Philadelphia is currently the only large municipality without a comprehensive street sweeping plan. This funding bump is the first substantial increase to the city’s street cleaning efforts in decades.

Decades of budget cuts and complaints from residents over street cleaning-related parking enforcement led the city to reduce cleaning operations to only certain major streets. By 2004, the Streets Department was devoting just $400,000 to litter collection.

Despite campaign pledges from Kenney to take on the city’s litter problem, by 2018 the department was still spending just $850,000 on sweeping from the agency’s $90 million budget.

A WHYY/PlanPhilly investigation last year found that even though the Philadelphia Parking Authority was still ticketing cars parked in street cleaning lanes, the city was rarely performing even these nominal duties.

Streets Commissioner Carlton Williams said the new funding increase would allow for “vast” improvements to the current cleaning program.

“It will double the size of our current fleet. This allows us to add another 15 broom (trucks) and 40 laborers,” he said. “We’ll be able to expand the program vastly as a result of this budget increase.”

Still, the Streets Department’s internal estimates state that it would cost $3 to $5 million annually to maintain citywide cleaning, along with tens of millions more in upfront costs to augment existing street cleaning equipment.

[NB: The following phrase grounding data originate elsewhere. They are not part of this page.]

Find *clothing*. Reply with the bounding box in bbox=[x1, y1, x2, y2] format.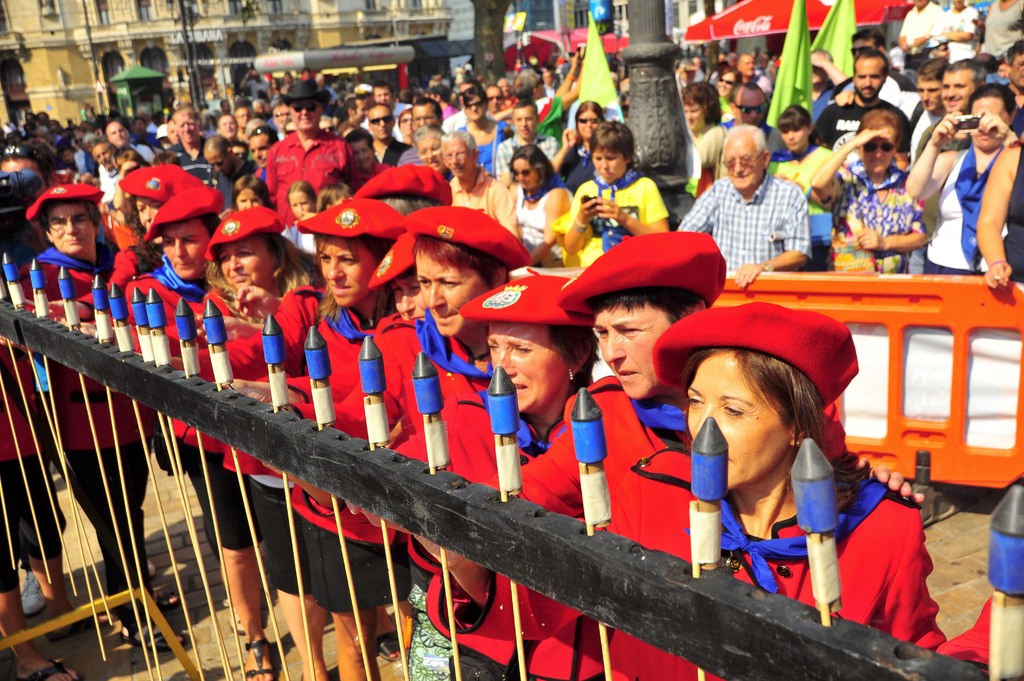
bbox=[496, 134, 557, 174].
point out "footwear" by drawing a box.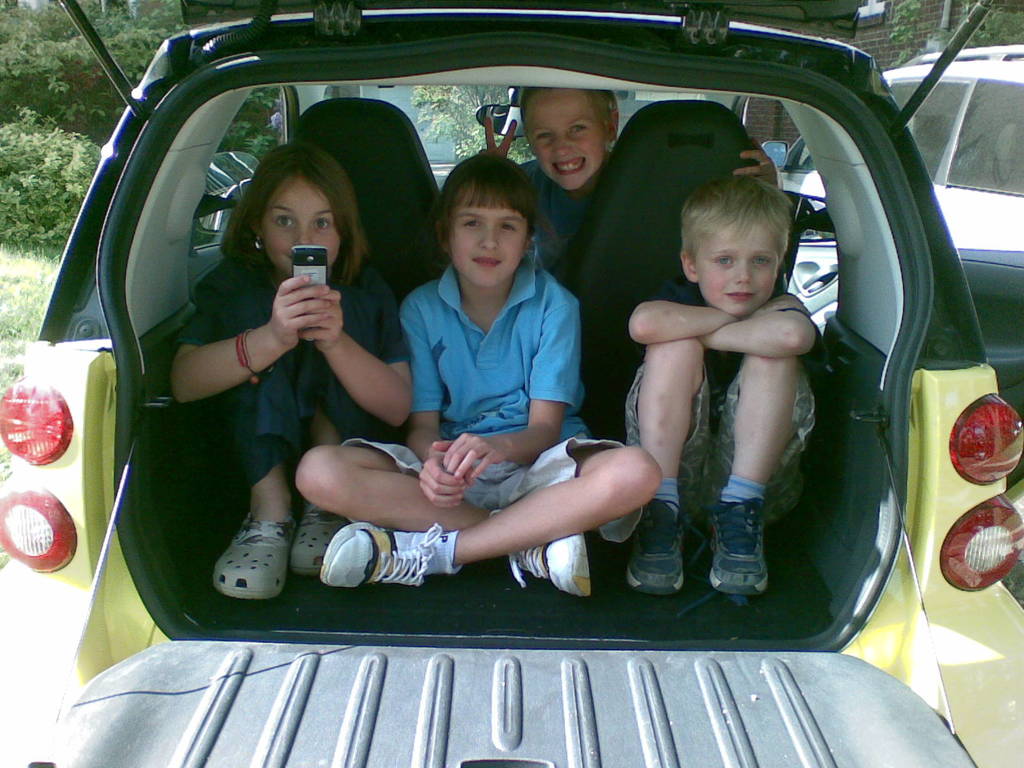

Williams said the initial funding boost would restore cleaning to six targeted neighborhoods –– to be announced later this spring –– as part of a previously announced pilot program.

Both the mayor and Williams acknowledged that parking is still a touchy subject. Sweeper trucks require unobstructed access to parking lanes to clean trash out of the curb line, but residents gripe about weekly parking tickets that often result from these restrictions.

The commissioner said the city would only ask residents to avoid blocking parking lanes on designated sweeping days –– at least at first. In an unconventional move, the city had announced that it would seek to use street crews armed with leaf blower-like devices to push detritus from behind parked cars and into the roadway.

“We’re going to be using mechanical blowers to minimize the requirement that people use their cars,” Williams said. “But we will encourage residents to move their cars. And when they don’t, we’ll use blowers to blow the trash into the street where the trucks can be effective.”

The Mayor’s Office said the new budget includes an additional $250,000 to enhance a separate cleaning program managed by the Commerce Department along certain business corridor.